A Clean Exit Too Much To Ask

Traditionally, the Fed tightens monetary policy by selling off assets. But Selgin thinks that it’s going to be difficult for the Fed’s assets to be sold in large quantities.

“I’m afraid therefore that the Fed is going to be tempted… to instead rely on raising that interest rate that it pays banks to hold reserves in the event that bank lending should increase to the point that posed any inflationary threat,” he said. “So instead of reducing any actual dollar reserves in the economy and fending off inflation that way, as the Fed may have done in the past, it is proposing instead to use the interest payments on reserves as a way to encourage banks to do what they’ve been doing, which is not lending.”

The Fed could also raise the federal funds rate, which will in turn raise other interest rates around the market. However, then that means the Fed will get less revenue and hence can’t finance the federal government’s debt, meaning the debt will increase even further. The Fed also never specified how high interest rates would have be to tame inflation. Given the size of the exit problem, the interest rates would have to be high enough to cause a severe recession.

A Glimmer of Hope?

However, Oliner thinks that the Fed can raise the federal funds rate without much trouble from the market if they give the market enough time to respond.

The Fed could also increase reserve requirements: the Fed currently requires the banks to set aside a certain amount of money in reserves so it has money available to consumers to lend to. If the Fed decides to increase reserve requirements, this would be the equivalent of seizing money from banks and would devastate the financial sector.
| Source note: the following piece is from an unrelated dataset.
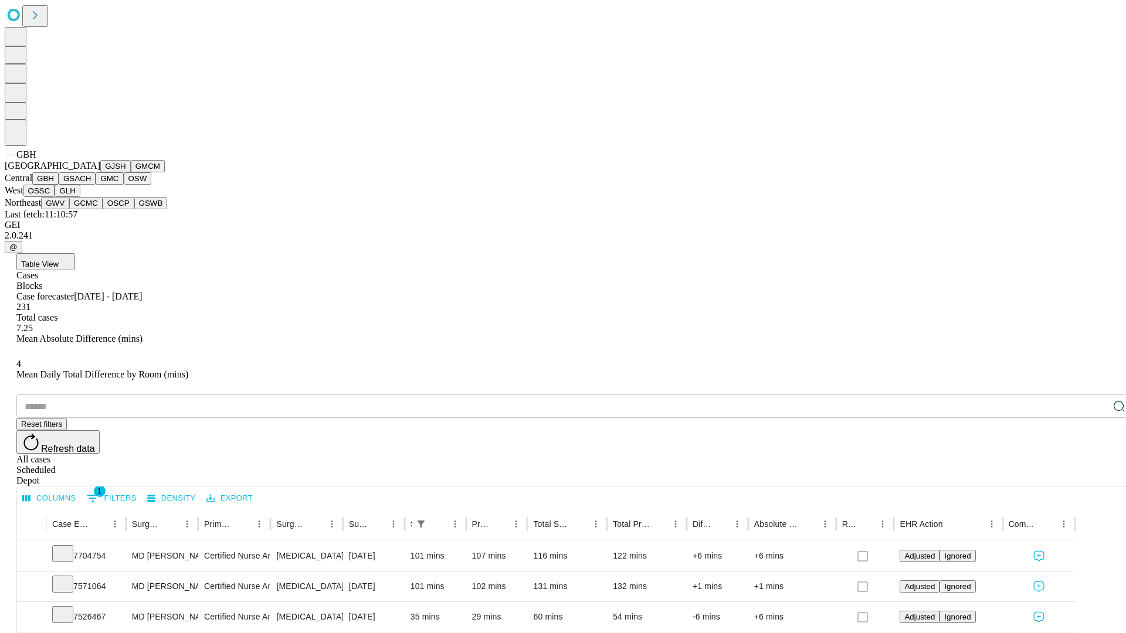  I want to click on span: Central, so click(18, 178).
There is simply no way for the Fed to exit this cleanly.

This is why Selgin suggests that one way the Fed will deal with inflation is that it will simply excuse the inflation.

Advertisement

“We’ve already heard many economists, not all of them Fed officials, say, ‘You know, 4 percent inflation might not be a bad thing,’ even 6 percent in the case of some pundits,” Selgin said.
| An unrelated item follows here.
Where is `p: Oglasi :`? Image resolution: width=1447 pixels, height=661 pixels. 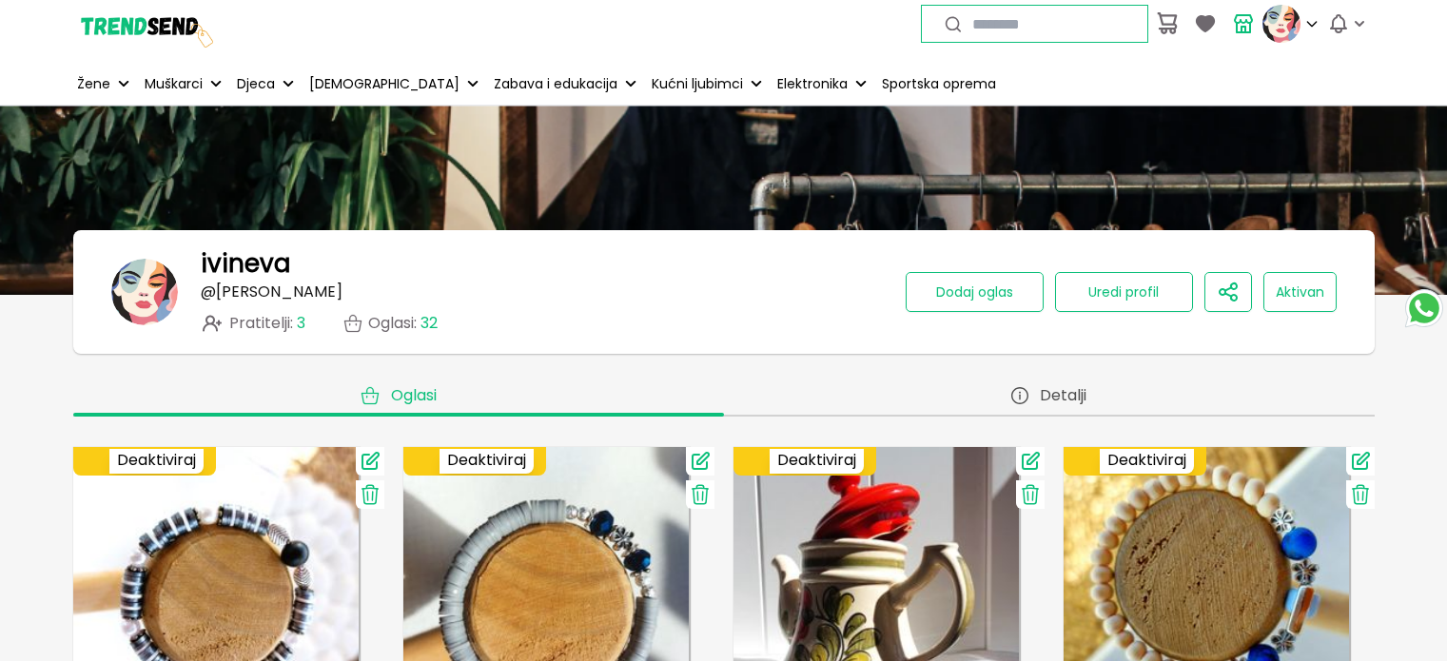
p: Oglasi : is located at coordinates (402, 323).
Selgin thinks that there will be some short-term pain from the Fed exiting, but he does think that the Fed will avoid facing catastrophic levels of inflation, so long as another financial crisis doesn’t occur. Most likely, that we won’t see a robust economy for a while, which is what he thinks the country has to fear the most.

“A lot of people won’t call it a failure of monetary policy,” Selgen said. “They’ll just call it the new normal.”

Oliner also thinks that the Fed will be able to avoid inflation.

“I don’t think it’s very likely that all those excess reserves will burn a hole in the pockets of the banks that parked it at the Fed,” Oliner said. “If they decide to lend more, it will be fairly gradual and the Fed will be able to respond to that.”

Marlow is less optimistic about avoiding inflation, since the monetary base has expanded so much and that economic growth will not be able to keep it with it at its current pace.

In the Fed We (Do Not) Trust

The problem is that the Fed has become political, which has resulted in a lack of trust.

“The Fed has morphed into having a dual mandate, which the Congress has given the Fed,” Marlow said. “So they’ve got to have this mandate on keeping inflation low but at the same time trying to keep the rate of unemployment low. And now there’s this kind of behind-the-scenes political pressure for the Fed to work on income distribution.”

This leads Marlow to believe that the issue of inflation has been put on the backburner, but no one really knows. It would certainly explain why Chairwoman Janet Yellen continues to keep interest rates at near-zero levels.

The longer she waits to raise them, the worse the economy will be when the bubble bursts.

Advertisement

That’s why some suggest that the Fed should be abolished. Given its track record, and the current mess it has gotten into, it is certainly an appealing idea.